Hundreds rallied in Tokyo yesterday to protest Japanese prosecutors’ decision to drop charges over the Fukushima nuclear crisis, with no one yet punished nearly three years after the “human-made” disaster.
No official fatalities are recorded as a direct result of radiation released when a magnitude 9.0 earthquake crashed into the Fukushima Dai-ichi nuclear plant in March 2011, swamping cooling systems and sparking reactor meltdowns.
However, some Fukushima residents committed suicide owing to fears over radiation, while others died during evacuation.
Official data released last week showed that 1,656 people have died in the prefecture from stress and other illnesses related to the disaster three years ago.
“There are many victims of the accident, but there is no [charged] assailant,” chief rally organizer Ruiko Muto, 61, told the protesters, displaying a photograph of Kawauchi village, which was hit by the nuclear accident.
“We are determined to keep telling our experiences as victims to pursue the truth of the accident, and we want to avoid a repeat of the accident in the future,” she said.
Tens of thousands of people are still unable to return to their homes around the plant, with scientists warning some areas may have to be abandoned.
“I used to grow organic rice ... but I can’t do it anymore because of consumers’ worries over radioactive contamination,” Kazuo Nakamura, 45, a farmer from Koriyama city in Fukushima Prefecture, told the rally.
“I want [Fukushima operator] TEPCO officials and bureaucrats of the central government to eat the Fukushima-made rice,” he shouted to applause.
A Japanese parliamentary report has said Fukushima was a man-made disaster caused by Japan’s culture of “reflexive obedience” and not just by the tsunami that crippled the plant.
About 15,000 people whose homes or farms were hit by radiation from the stricken plant filed a criminal complaint in 2012 against the Japanese government and officials of plant operator Tokyo Electric Power (TEPCO).
However, prosecutors in September last year decided not to charge any of them with negligence over the nuclear disaster.
Campaigners immediately appealed against the decision by the Japanese Committee for the Inquest of Prosecution, which has the power to order the defendants to be tried.
The committee members comprise 11 citizens who are chosen at random by lot.
However, the appeal was made in Tokyo instead of Fukushima, a move campaigners say is “aimed at preventing us from filing a complaint against their decision in Fukushima, where many residents share our anger and grief.”
“We want to share with many people in Tokyo our anger and sadness over the fact that no one has taken responsibility three years after the accident,” said one of the organizers, 43-year-old Miwa Chiwaki.
“We pin our hopes on sound judgement by people in Tokyo,” Chiwaki said.
Campaigners allege that Japanese government officials and TEPCO executives failed to take necessary measures to shield the plant against the March 2011 tsunami.
They also hold them responsible for a delay in announcing data predicting how radiation would spread from the facility in the aftermath of the accident.
Prosecutors decided to exempt all of them, saying that TEPCO and government officials could not predict an earthquake and tsunami of that size, and there was nothing wrong with their post-quake response under unexpected emergency situations.
Hiroyuki Kawai, a lawyer representing the campaigners, said “there were lots of measures that officials could have taken to prevent the disaster.”
“We won’t give up indictment of the officials,” he said.
Campaigners last year filed a separate complaint to Japanese prosecutors over TEPCO’s handling of waters contaminated with radiation after they were used for cooling the stricken reactors.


» Directions for this task: Scan the listing below for the word "grid", then copy each line that has it.

» Data in this exercise:
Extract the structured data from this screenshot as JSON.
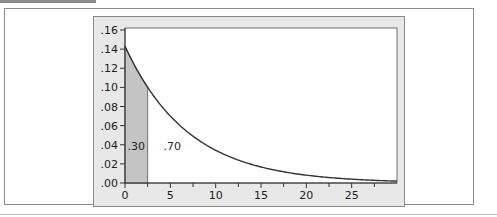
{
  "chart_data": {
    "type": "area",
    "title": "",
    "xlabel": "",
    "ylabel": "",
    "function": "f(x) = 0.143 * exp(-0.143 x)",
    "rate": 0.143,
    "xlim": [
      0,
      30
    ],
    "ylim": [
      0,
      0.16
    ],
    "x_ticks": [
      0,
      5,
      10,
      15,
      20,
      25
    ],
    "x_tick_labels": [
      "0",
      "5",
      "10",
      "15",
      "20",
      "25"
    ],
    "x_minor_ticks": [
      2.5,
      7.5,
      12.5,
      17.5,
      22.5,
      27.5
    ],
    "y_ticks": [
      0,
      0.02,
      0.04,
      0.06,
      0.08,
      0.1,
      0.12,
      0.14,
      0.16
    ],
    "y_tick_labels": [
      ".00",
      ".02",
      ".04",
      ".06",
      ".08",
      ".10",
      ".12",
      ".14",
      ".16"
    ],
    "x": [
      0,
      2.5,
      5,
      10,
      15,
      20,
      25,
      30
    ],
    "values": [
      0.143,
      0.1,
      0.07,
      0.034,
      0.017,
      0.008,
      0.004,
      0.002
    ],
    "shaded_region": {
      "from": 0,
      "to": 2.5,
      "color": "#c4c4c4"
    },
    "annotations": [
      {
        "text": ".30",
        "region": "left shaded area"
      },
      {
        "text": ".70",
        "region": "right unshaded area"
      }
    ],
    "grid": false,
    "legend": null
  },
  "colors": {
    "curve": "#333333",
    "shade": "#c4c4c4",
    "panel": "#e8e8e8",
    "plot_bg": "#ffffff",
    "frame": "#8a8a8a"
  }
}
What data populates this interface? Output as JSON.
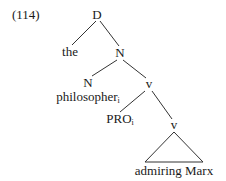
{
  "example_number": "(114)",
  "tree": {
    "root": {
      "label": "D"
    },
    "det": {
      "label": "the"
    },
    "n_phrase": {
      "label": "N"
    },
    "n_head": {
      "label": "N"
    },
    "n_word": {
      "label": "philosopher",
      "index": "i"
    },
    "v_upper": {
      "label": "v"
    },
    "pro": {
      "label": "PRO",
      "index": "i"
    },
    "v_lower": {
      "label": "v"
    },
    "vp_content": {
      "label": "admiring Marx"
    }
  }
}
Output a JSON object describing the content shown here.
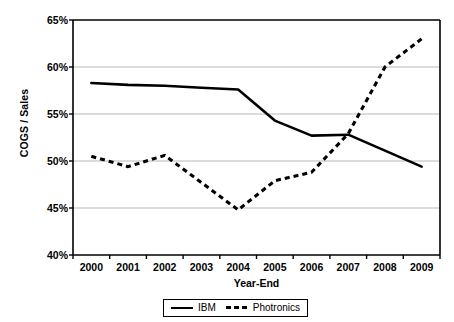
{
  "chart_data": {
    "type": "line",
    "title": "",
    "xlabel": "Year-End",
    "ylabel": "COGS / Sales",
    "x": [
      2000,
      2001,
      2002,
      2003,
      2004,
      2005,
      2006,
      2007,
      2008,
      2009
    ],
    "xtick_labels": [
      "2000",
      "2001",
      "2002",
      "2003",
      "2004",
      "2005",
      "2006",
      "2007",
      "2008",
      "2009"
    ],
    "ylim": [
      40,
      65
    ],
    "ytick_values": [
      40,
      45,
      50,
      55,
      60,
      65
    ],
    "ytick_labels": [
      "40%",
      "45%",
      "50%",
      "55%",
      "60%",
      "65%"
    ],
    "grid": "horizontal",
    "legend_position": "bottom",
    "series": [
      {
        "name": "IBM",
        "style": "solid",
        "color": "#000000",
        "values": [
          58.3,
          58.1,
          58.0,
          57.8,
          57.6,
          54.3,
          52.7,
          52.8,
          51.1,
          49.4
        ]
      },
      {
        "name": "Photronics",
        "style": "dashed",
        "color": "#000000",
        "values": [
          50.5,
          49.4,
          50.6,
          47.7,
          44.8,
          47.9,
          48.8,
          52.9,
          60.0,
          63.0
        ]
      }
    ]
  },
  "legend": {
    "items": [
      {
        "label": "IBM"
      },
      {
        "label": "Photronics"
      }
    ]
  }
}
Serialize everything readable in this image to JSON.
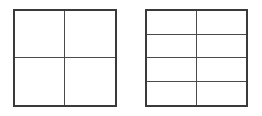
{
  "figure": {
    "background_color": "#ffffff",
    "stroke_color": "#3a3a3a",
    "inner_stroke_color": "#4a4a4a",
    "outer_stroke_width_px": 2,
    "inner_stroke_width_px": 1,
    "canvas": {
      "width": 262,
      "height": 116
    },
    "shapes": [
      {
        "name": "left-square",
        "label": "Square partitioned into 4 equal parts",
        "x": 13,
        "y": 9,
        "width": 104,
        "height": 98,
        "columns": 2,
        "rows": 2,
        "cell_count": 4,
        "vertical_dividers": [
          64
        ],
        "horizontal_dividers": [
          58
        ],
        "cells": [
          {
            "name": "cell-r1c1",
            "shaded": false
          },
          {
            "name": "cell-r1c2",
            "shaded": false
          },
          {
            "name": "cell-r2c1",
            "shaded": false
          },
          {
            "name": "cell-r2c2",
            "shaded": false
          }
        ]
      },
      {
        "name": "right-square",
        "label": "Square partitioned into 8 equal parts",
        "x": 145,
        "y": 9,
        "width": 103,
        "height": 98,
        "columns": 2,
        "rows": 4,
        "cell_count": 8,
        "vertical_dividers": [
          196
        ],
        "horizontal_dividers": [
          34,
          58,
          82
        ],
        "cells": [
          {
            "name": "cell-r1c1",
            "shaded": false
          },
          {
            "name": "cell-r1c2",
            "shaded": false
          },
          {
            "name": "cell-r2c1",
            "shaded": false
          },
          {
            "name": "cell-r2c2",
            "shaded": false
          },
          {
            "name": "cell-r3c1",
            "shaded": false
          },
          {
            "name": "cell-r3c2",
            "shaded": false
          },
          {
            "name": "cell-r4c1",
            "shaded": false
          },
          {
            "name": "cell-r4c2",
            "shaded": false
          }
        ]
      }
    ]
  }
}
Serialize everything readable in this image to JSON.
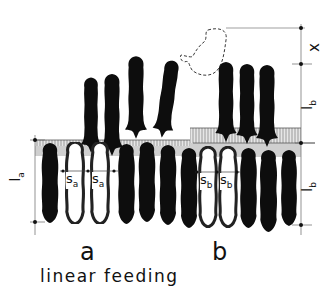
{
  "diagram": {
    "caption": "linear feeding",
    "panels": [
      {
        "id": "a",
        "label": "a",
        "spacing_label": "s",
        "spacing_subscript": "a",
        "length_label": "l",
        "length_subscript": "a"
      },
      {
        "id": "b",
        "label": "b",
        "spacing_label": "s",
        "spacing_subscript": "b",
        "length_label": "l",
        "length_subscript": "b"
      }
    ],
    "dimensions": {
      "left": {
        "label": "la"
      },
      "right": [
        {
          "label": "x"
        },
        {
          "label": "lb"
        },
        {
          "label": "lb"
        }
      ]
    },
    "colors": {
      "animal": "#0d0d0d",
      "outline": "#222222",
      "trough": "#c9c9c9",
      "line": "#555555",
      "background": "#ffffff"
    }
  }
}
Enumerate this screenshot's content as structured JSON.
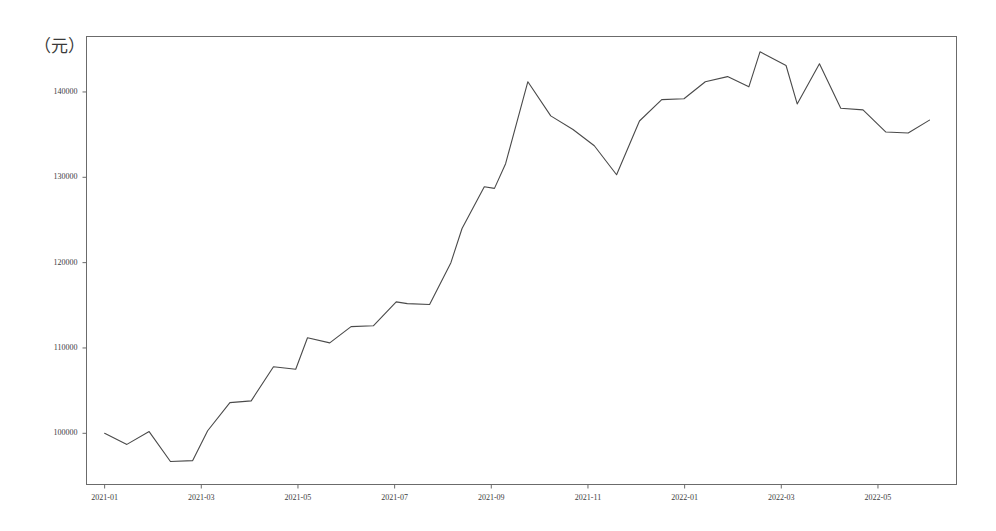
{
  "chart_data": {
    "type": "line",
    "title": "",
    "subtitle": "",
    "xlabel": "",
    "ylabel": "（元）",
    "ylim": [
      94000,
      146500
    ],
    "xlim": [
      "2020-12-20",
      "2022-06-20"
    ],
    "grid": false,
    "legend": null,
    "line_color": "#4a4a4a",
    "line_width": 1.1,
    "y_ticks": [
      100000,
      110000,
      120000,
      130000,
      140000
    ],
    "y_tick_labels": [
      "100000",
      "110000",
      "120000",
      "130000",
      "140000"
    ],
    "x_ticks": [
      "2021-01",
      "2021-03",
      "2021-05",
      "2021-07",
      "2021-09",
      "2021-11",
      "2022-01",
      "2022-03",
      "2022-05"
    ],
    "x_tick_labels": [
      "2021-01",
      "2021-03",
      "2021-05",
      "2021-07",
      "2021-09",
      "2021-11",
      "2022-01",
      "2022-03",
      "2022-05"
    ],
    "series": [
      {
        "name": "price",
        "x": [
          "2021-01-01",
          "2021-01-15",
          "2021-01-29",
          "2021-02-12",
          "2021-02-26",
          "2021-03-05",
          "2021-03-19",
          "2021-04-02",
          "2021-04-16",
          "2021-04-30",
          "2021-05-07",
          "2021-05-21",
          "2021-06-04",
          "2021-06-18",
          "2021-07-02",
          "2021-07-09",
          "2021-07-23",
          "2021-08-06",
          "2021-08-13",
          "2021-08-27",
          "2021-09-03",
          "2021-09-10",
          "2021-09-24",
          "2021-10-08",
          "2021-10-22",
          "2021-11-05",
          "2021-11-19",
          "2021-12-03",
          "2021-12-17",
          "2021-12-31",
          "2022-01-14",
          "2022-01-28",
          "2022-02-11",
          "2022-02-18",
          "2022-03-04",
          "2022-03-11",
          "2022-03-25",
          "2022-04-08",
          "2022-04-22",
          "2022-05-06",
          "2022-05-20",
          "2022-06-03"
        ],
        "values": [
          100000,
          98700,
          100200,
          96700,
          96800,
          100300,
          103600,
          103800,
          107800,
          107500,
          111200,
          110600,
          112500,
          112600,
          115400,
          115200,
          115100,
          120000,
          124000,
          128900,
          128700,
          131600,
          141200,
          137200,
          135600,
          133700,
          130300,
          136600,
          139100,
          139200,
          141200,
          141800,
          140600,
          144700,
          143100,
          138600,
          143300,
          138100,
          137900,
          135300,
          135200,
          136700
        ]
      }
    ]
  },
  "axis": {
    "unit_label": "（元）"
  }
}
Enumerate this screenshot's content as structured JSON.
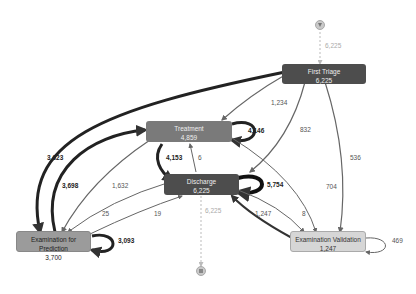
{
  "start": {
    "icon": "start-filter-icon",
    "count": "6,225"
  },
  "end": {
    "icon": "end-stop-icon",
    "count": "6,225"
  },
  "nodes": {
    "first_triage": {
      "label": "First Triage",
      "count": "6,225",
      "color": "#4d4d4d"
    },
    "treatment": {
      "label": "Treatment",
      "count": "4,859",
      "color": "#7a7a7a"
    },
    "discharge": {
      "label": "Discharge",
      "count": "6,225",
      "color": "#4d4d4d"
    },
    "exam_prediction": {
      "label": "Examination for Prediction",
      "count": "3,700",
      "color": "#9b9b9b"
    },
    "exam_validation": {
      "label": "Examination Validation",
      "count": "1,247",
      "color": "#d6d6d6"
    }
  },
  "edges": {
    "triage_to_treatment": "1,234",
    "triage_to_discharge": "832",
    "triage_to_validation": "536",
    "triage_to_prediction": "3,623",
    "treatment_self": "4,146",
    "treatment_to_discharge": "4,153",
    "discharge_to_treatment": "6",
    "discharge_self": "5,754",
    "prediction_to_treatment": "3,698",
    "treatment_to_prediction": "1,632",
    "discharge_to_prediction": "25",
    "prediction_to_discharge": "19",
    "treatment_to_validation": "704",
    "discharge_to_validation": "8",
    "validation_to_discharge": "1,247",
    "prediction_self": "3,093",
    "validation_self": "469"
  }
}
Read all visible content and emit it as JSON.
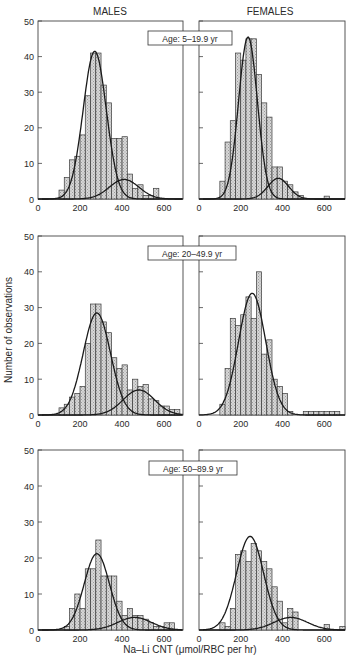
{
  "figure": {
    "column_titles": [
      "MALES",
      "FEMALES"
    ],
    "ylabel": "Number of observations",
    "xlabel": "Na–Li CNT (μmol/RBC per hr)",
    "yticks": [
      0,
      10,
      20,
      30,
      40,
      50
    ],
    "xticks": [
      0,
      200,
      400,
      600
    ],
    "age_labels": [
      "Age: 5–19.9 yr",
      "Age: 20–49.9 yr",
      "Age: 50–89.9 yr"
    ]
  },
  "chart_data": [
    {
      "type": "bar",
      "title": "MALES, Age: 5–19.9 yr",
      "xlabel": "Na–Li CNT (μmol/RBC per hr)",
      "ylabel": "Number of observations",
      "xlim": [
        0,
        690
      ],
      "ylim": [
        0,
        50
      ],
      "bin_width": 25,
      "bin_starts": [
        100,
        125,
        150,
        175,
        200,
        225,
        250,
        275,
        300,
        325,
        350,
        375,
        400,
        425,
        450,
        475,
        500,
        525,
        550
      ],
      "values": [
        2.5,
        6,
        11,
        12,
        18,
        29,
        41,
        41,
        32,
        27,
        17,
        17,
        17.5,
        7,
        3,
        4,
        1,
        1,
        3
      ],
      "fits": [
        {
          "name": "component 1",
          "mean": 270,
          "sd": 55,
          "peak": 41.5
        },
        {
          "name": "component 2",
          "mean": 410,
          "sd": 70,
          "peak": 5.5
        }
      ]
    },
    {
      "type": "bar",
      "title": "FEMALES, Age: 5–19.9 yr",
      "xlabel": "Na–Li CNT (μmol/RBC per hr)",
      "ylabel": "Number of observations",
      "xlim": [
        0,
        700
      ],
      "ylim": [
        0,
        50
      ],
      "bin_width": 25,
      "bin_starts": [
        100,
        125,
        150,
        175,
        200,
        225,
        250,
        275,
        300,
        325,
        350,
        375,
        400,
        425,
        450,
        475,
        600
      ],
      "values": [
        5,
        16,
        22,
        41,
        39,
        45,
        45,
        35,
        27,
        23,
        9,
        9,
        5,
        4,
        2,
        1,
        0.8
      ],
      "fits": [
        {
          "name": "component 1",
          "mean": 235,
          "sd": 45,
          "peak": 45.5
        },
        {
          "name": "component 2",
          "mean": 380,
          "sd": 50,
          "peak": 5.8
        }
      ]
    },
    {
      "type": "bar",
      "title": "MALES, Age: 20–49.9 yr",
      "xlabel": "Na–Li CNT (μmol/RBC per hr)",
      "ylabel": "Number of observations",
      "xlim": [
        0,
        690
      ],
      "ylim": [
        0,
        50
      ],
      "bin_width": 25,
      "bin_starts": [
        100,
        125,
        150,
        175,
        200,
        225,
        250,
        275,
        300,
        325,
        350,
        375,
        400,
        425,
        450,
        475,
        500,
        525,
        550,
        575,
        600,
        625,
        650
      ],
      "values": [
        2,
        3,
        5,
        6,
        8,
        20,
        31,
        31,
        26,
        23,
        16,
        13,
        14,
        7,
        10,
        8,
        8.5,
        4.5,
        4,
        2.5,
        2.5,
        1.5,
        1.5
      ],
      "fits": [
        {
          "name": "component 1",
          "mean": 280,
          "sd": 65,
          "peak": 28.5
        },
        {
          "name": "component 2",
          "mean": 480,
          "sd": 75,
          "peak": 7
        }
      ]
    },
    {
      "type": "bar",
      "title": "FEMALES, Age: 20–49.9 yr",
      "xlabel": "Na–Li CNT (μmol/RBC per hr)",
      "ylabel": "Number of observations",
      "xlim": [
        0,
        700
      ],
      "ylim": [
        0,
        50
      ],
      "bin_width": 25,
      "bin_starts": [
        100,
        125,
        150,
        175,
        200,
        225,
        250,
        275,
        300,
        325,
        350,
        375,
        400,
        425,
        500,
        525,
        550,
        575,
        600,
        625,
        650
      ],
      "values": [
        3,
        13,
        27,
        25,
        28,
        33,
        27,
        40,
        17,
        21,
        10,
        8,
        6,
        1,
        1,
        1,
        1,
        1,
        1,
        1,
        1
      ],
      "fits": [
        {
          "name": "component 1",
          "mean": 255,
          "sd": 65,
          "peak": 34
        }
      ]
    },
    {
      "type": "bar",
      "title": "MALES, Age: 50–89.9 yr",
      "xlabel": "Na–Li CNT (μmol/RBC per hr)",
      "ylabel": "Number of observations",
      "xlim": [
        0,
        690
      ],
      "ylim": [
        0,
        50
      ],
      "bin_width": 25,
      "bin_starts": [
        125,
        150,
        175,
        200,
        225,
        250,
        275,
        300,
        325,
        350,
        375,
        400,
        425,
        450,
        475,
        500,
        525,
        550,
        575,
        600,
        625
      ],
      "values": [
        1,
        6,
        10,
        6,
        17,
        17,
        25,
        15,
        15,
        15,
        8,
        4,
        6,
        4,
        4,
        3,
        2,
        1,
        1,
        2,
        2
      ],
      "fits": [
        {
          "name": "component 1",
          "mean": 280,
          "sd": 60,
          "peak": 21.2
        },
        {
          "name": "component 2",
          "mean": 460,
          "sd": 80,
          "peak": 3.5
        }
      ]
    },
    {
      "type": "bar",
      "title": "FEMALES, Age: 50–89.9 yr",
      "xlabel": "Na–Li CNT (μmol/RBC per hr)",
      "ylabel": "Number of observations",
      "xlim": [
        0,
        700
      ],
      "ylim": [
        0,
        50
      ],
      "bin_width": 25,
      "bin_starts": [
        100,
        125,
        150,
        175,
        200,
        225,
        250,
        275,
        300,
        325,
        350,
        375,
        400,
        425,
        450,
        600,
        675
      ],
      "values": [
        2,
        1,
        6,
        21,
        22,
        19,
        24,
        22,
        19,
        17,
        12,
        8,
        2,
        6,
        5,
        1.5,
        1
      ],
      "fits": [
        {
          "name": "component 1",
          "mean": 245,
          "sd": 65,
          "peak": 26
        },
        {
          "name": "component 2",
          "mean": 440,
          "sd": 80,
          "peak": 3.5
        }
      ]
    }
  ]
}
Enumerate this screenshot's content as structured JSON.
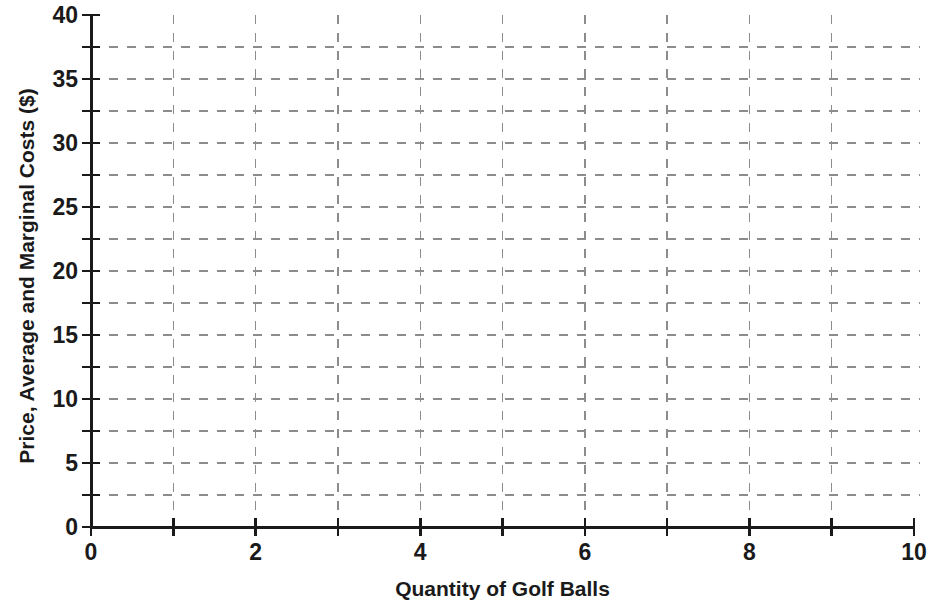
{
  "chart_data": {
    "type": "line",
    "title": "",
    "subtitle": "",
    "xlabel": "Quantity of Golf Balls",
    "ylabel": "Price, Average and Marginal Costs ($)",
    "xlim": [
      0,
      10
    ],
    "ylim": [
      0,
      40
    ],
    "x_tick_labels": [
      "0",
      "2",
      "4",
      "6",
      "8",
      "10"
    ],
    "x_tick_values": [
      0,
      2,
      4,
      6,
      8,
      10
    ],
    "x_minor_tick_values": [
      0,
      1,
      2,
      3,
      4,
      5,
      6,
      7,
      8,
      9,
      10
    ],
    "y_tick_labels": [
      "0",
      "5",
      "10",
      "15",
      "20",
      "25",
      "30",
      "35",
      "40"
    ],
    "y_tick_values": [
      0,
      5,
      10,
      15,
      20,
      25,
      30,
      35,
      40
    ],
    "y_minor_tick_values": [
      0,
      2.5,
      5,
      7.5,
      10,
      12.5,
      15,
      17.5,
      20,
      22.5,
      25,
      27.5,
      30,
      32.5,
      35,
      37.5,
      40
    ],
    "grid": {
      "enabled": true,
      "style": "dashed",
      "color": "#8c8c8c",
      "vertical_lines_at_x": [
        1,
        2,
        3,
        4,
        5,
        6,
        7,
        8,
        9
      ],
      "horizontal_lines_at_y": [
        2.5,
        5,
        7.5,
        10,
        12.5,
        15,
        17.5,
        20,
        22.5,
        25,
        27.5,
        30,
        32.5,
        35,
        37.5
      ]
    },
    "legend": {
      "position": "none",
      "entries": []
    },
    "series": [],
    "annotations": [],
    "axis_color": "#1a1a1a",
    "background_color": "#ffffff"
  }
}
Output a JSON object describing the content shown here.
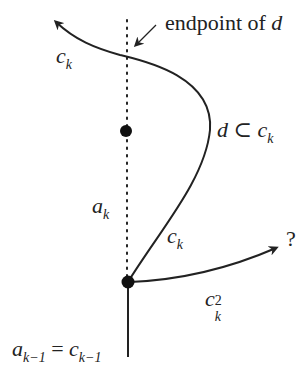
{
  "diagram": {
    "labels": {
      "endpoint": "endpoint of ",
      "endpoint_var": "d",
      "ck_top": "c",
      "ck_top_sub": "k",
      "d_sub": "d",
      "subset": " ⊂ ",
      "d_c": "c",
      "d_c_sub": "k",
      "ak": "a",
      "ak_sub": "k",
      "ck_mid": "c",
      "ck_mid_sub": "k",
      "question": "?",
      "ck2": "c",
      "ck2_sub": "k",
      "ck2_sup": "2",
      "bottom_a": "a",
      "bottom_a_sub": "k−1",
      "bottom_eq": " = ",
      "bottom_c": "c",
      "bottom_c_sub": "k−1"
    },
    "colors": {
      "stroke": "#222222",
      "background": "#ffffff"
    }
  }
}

» Problem solution:
    "grid": false,
    "grid": "horizontal",
    "grid": false,
    "grid": {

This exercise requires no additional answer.